They're better now than they were years ago, but yes they're still bad. And they're still second-class citizens for git commands.
Git has been adding more config settings to try to make it less painful, such as submodule.recurse, but that slows down most git-command significantly and the truth is most repos don't actually need to recurse - they just need the top level. So instead people end up writing aliases to try to handle it, which works ok, but it's brittle and people have to know to do it.
And if you have your repo on GitHub, they don't do some simple things that could have made it easier. For example, they could let the repo owner make the git-clone copy-to-clipboard thing have --recurse-submodules in the command you copy, so that cloning will do the right thing. But they don't. I understand why git itself doesn't want to make such things automatic, but GitHub could do it for at least private enterprise account repos.
BTW, I am _not_ advocating whatever this "Git X-Modules" thing is that the link points to. I have no idea what that is, never used it, and don't plan to.
One reason is if you need to launch a subprocess with a timeout but don't want to use up CPU in the python script while that subprocess runs. The regular subprocess module will busy-loop in such cases, consuming CPU, while asyncio's does not.
The docs even warn about this for subprocess and suggest using asyncio to avoid it, although the docs are misleading - it only busy-loops if the timeout is not None, and only when running on Mac/Linux not Windows.
If I recall correctly, for approx two decades in the 1990's and 2000's, ITRON was the most popular operating system in the world by a wide margin. It was more widely installed than MS-DOS, Windows, or anything else. Because it was the OS used by Japanese consumer electronics devices, such as Panasonic and Sony VCRs and DVD players, etc.
You say that like it hasn't been going on since the mid 1990's, when it got deployed.
I'm not blaming BGP, since it prevents far more outages than it causes, but BGP-based outages have been a thing since its beginning. And any other protocol would have outages too - BGP just happens to be the protocol being used.
> Has to be one of the biggest library design blunders in the history of the industry
May I introduce you to std::regex?
Although to be fair, that one's not so much a blunder due to the standard, as it is one of poor _implementations_, coupled with an overly restrictive standardization preventing fixing them.
> being able to create pointer to objects inside the map (I never did that, but do other people really do that?)
Yes, we do it at my day job in several places, where we take advantage of the pointer stability to improve our overall performance a lot. And a much more impactful performance improvement for our overall product, than micro-optimizations of the unordered_map's insert/erase times would achieve.
Think of, for example, multi-index containers. Or an ordered hash-map (one that is both a hash map and keeps insertion ordering).
In such cases you can keep the actual objects in an unordered_map, and only store pointers to the nodes in other containers (e.g., vectors).
Obviously you can achieve the same thing with open-addressing hashmaps, by making the map's nodes unique_ptrs (i.e., creating the actual objects on the heap externally), which is what such hashmaps tell you to do if you need pointer stability.
But you asked if anyone really used pointer stability, hence my answer.
If you use Ninja, you can create a job pool for linking, separate from compiling, and restrict how many simultaneous linker jobs are run. You can even create and set job pools for Ninja through CMake, if you use that in your tooling.
Unfortunately GNU Make offers no such mechanism. And for Ninja build generation I don't think Meson does it either.
Airplane systems, telecom equipment, medical equipment, satellite and space launch equipment, railway systems, etc., etc.
There's other languages used as well obviously, and even just assembly in some parts of some systems, but in terms of the majority it's C and/or C++.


**Work instructions:**
Locate each line below that includes "filled" and reproduce it.

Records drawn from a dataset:

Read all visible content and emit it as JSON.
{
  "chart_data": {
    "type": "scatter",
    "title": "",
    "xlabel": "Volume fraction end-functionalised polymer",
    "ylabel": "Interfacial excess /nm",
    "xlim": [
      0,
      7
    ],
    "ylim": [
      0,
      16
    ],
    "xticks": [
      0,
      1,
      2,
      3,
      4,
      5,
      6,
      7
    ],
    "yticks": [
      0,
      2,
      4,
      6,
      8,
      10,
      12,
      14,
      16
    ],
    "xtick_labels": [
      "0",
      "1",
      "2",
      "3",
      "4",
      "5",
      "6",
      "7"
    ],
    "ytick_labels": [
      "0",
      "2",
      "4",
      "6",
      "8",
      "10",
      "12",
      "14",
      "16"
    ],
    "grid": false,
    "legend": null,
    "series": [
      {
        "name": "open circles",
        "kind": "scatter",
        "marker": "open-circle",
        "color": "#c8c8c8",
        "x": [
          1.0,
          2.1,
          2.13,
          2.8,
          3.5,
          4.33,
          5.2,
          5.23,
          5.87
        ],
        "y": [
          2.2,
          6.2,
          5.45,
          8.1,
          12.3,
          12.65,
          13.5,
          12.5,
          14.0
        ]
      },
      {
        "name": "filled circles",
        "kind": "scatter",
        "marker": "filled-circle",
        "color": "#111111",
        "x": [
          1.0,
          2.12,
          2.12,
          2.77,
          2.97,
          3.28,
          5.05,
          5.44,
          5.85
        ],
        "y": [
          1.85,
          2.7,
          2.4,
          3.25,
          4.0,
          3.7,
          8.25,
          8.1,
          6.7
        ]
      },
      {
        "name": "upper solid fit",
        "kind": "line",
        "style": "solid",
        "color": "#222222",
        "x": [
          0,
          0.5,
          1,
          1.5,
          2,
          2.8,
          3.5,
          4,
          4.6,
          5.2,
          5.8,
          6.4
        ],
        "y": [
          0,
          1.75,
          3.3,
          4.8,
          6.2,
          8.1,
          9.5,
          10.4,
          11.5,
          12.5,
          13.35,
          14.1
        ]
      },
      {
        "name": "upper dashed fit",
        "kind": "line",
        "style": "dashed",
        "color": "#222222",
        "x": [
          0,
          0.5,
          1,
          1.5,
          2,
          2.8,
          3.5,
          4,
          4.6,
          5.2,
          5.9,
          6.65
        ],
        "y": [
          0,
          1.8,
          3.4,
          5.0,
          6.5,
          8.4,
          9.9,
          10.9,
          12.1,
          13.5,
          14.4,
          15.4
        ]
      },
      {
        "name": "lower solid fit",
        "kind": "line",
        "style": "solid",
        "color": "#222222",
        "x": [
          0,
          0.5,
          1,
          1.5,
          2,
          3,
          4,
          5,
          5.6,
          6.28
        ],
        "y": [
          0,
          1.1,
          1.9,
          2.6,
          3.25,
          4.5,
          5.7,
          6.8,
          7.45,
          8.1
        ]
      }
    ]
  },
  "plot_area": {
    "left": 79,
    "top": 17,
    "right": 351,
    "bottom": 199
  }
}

**Task result:**
        "name": "filled circles",
        "marker": "filled-circle",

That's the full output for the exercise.